Lucy narrowed her eyes, but she shrugged her coat off, dropped it on the chair over his sweater. Her long-sleeved knit top hugged her figure, gave him a tantalising glimpse of her slender waist, the perfect swell of her breasts. She was his guest—in his care. He shouldn’t be lusting over her. But she was all beauty and sunshine and he craved the light.

She wrapped her arms round her waist. Bounced up and down on her toes. ‘Okay, I’m officially freezing.’

‘You won’t be for long.’

He pushed the double doors open into an entrance hall. A rich, earthy smell permeated the space. The temperature here was warmer, the air more humid.

Lucy relaxed a little, her arms looser by her side as she seemed to unknot. ‘Wherearewe?’

Stefano smiled. ‘One of the castle’s greatest treasures.’

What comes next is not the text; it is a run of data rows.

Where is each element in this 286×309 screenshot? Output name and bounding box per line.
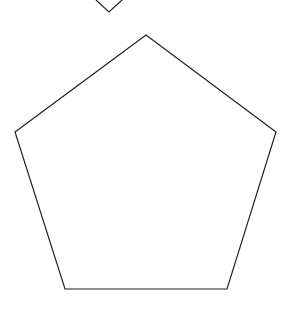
diamond-shape-partial xyxy=(96,0,122,12)
pentagon-shape xyxy=(15,35,276,289)
diagram-canvas xyxy=(0,0,286,309)
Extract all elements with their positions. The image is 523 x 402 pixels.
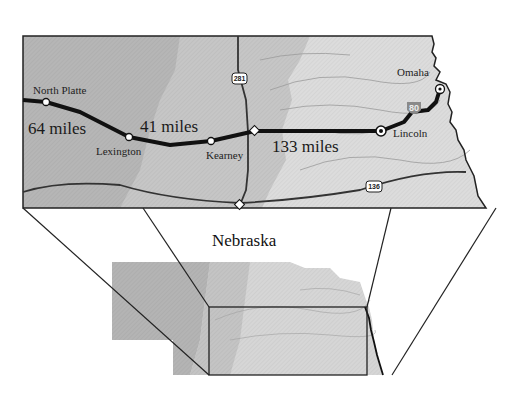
distance-label-133: 133 miles (272, 137, 339, 156)
svg-text:281: 281 (234, 75, 246, 82)
distance-label-41: 41 miles (140, 117, 198, 136)
map-canvas: 281 136 80 North Platte Lexington Kearne… (0, 0, 523, 402)
inset-map: 281 136 80 North Platte Lexington Kearne… (23, 36, 486, 209)
shield-136: 136 (366, 181, 382, 192)
svg-text:136: 136 (368, 183, 380, 190)
state-title: Nebraska (212, 231, 277, 250)
city-label-lexington: Lexington (96, 145, 142, 157)
city-label-omaha: Omaha (397, 66, 429, 78)
nebraska-map-figure: 281 136 80 North Platte Lexington Kearne… (0, 0, 523, 402)
city-label-north-platte: North Platte (33, 84, 87, 96)
city-label-lincoln: Lincoln (393, 127, 428, 139)
city-label-kearney: Kearney (206, 149, 244, 161)
state-map (112, 262, 383, 375)
distance-label-64: 64 miles (28, 119, 86, 138)
shield-281: 281 (232, 73, 247, 84)
svg-text:80: 80 (409, 103, 419, 113)
shield-i80: 80 (407, 102, 421, 114)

He walked towards some glass doors which were fogged, with rivulets of moisture running down the inside, and opened them. Heat and humidity blasted them like a palpable hit from the expansive tropical conservatory. Full of palms and ferns, it was a wonder of his mountain home. Even though he’d been here numerous times, it never failed to amaze him.

‘This is incredible,’ Lucy said, her voice full of breathless wonder. ‘I can’t believe the castle has somewhere likethis.’

Condensation covered the glass, so it was difficult to see outside. On the days when you could it was a kind of magic, standing in the tropics whilst the world outside lay gripped in the depths of winter.

‘One of my ancestors was a renowned horticulturalist who designed and built a famed Italian-style garden at the palace. But his first love was the tropics. He sought to create the same here. In many ways, this conservatory was considered his folly.’

It’s what had prompted his brother to study horticulture. As children they’d spent so much time here, paddling in the tropical pond, hiding in the ferns. On returning from the capital, it had always been the first place in the castle Stefano visited after speaking with the staff. Whenever he walked in here, breathed the warm air, it was as if all the stress he carried was untangled.

Perspiration pricked at the back of Stefano’s neck. It wouldn’t be long before it was too hot in here for either of them, wearing all their winter clothing.

As if reading his mind, Lucy peeled off her long-sleeved top, leaving herself in a clinging strappy undershirt, with a shadow of perspiration at her lower back.

Palms fanned out overhead, the whole place lush and fertile. The only sound in the space was the crunch of Lucy’s boots on the gravel path and the plink of water dripping into the pond.

‘It’s almost like the rainforest I went bushwalking in as a child...’

She turned to him and held her arms out wide, looking up at a tree fern like a huge green umbrella above them. A few droplets of condensation from its fronds dripped on her face.

She smiled, wiped them away. ‘Who looks after all this?’

‘It’s my brother’s project now. Some gardeners help, but I sent them home with the rest of the staff. Most of the water is controlled by computer, but Gino tells me what else is needed. He asks for photographs of the plants that worry him. Sometimes I’ll hand-water, if what’s provided by the sprinkler system isn’t enough.’

‘I can’t believe you don’t spend all your time here. It’s almost like you’re punishing yourself, living this ascetic life in a few cold rooms.’

How close she was to the truth. ‘I’d hardly call living in a castle “ascetic”. You said it was extravagant.’

She narrowed her eyes. ‘You’re being obtuse and know exactly what I mean.’

What would she think of him if she discovered the full extent of how far he’d fallen? He didn’t know why that thought filled him with dread.